Video Advertising Bureau: 'Majority of cord cutters and cord nevers can't afford pay-TV'

The Video Advertising Bureau said cord cutting is being caused by consumer economic conditions and not an emerging avalanche of direct-to-consumer video choices.

The 625,000 people who canceled their pay-TV subscriptions in the second quarter, the VAB said, were primarily in lower-income homes, featuring not just millennial residents, but older folks, too.
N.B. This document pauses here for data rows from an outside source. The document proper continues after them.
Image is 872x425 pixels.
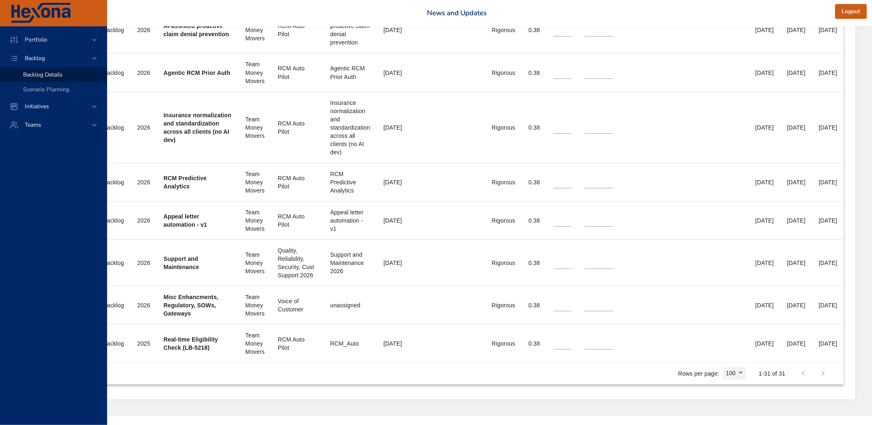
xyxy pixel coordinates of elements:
div: 2026 [137,124,150,132]
img: Hexona [10,3,72,23]
div: 0.38 [528,26,540,34]
div: Agentic RCM Prior Auth [330,64,370,81]
div: RCM Auto Pilot [278,119,317,136]
span: Scenario Planning [23,86,69,94]
b: Real-time Eligibility Check (LB-5218) [164,337,218,351]
div: RCM Auto Pilot [278,64,317,81]
div: Team Money Movers [245,293,265,318]
div: [DATE] [787,124,805,132]
div: [DATE] [755,217,774,225]
div: Rigorous [492,26,515,34]
span: Initiatives [18,103,56,110]
p: Rows per page: [678,370,719,378]
div: Backlog [103,178,124,187]
b: Misc Enhancments, Regulatory, SOWs, Gateways [164,294,218,317]
span: Logout [842,7,860,17]
div: 2026 [137,259,150,267]
div: Team Money Movers [245,18,265,42]
p: 1-31 of 31 [759,370,785,378]
div: 0.38 [528,259,540,267]
div: [DATE] [383,69,413,77]
div: Rigorous [492,259,515,267]
div: [DATE] [383,217,413,225]
div: RCM_Auto [330,340,370,348]
b: Insurance normalization and standardization across all clients (no AI dev) [164,112,231,143]
div: [DATE] [787,26,805,34]
div: Team Money Movers [245,332,265,356]
div: 0.38 [528,217,540,225]
div: Rigorous [492,69,515,77]
div: Rigorous [492,178,515,187]
b: Appeal letter automation - v1 [164,213,207,228]
span: Backlog Details [23,71,63,79]
div: AI-assisted proactive claim denial prevention [330,14,370,47]
div: RCM Auto Pilot [278,213,317,229]
div: Appeal letter automation - v1 [330,208,370,233]
div: 0.38 [528,69,540,77]
div: [DATE] [755,69,774,77]
div: 2026 [137,26,150,34]
div: [DATE] [818,340,837,348]
div: Rigorous [492,340,515,348]
div: Backlog [103,69,124,77]
div: Team Money Movers [245,208,265,233]
div: Team Money Movers [245,115,265,140]
div: RCM Auto Pilot [278,336,317,352]
div: Team Money Movers [245,170,265,195]
span: Teams [18,121,48,129]
div: [DATE] [755,124,774,132]
div: [DATE] [383,26,413,34]
div: unassigned [330,302,370,310]
span: Backlog [18,54,51,62]
div: [DATE] [818,302,837,310]
div: [DATE] [818,26,837,34]
div: Rigorous [492,217,515,225]
div: [DATE] [755,26,774,34]
div: [DATE] [818,69,837,77]
div: 2025 [137,340,150,348]
div: 0.38 [528,178,540,187]
b: Support and Maintenance [164,256,199,271]
div: [DATE] [383,259,413,267]
div: RCM Auto Pilot [278,22,317,38]
div: [DATE] [787,302,805,310]
div: 0.38 [528,124,540,132]
a: News and Updates [427,8,487,18]
div: Quality, Reliability, Security, Cust Support 2026 [278,247,317,280]
div: 0.38 [528,340,540,348]
div: 2026 [137,302,150,310]
div: [DATE] [787,69,805,77]
div: [DATE] [755,178,774,187]
div: [DATE] [787,178,805,187]
div: Team Money Movers [245,60,265,85]
div: Backlog [103,26,124,34]
div: [DATE] [755,302,774,310]
div: [DATE] [755,259,774,267]
div: Team Money Movers [245,251,265,276]
div: 2026 [137,69,150,77]
div: Support and Maintenance 2026 [330,251,370,276]
div: [DATE] [818,217,837,225]
div: 2026 [137,178,150,187]
button: Logout [835,4,867,19]
div: RCM Predictive Analytics [330,170,370,195]
div: 100 [722,368,746,380]
div: Rigorous [492,302,515,310]
div: [DATE] [787,217,805,225]
div: Backlog [103,340,124,348]
div: Backlog [103,259,124,267]
div: [DATE] [383,124,413,132]
b: RCM Predictive Analytics [164,175,207,190]
div: Backlog [103,217,124,225]
div: [DATE] [818,124,837,132]
div: [DATE] [787,259,805,267]
div: [DATE] [787,340,805,348]
div: Voice of Customer [278,297,317,314]
div: [DATE] [818,259,837,267]
div: [DATE] [383,340,413,348]
div: Insurance normalization and standardization across all clients (no AI dev) [330,99,370,157]
div: 2026 [137,217,150,225]
b: Agentic RCM Prior Auth [164,70,230,76]
div: Rigorous [492,124,515,132]
div: 0.38 [528,302,540,310]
The org said that 59 percent of cord-cutting households have annual incomes of less than $50,000

"What many in the media business have automatically interpreted as a statement of content preference turns out to be simply a cost-cutting measure," said a white paper from the cable-industry backed org, which changed its name from the "Cable Advertising Bureau" in May. 

"The majority of cord cutters and cord nevers cannot afford multichannel TV subscriptions," added the white paper, titled Disconnected Reality: Untangling the Great Cord Cutting and Streaming Misperception. "These people are not targeted consumers for many of the most advertised products on TV today."

Citing a range of research sources, including SNL Kagan, the VAB said that use of streaming video by younger consumers is additive to their overall TV consumption, not an alternative to linear use.  

Streaming, the group said, "is predominantly TV fans adding flexibility and dimension to their video viewing. TV shows remain the vast majority of streamed programming, while MVPDs are fast expanding their exclusive catalogs of video on demand."

With TV networks set to spend more than $50 billion on programming in 2017, the group added, networks and pay-TV operators are poised for a surge in video consumption. 

"This is why the growth of broadband-only homes has slowed in recent months, and even four out of five cord cutters say they would prefer a multichannel TV subscription," the VAB said.

In a separate study released last week, Strategy Analytics also found that lower-income homes are more likely to dispense with pay-TV services. However, the research firm found that pay-TV operators are working harder these days to keep higher-income "triple-play" customers and are more willing to cut ties with lower-margin customers.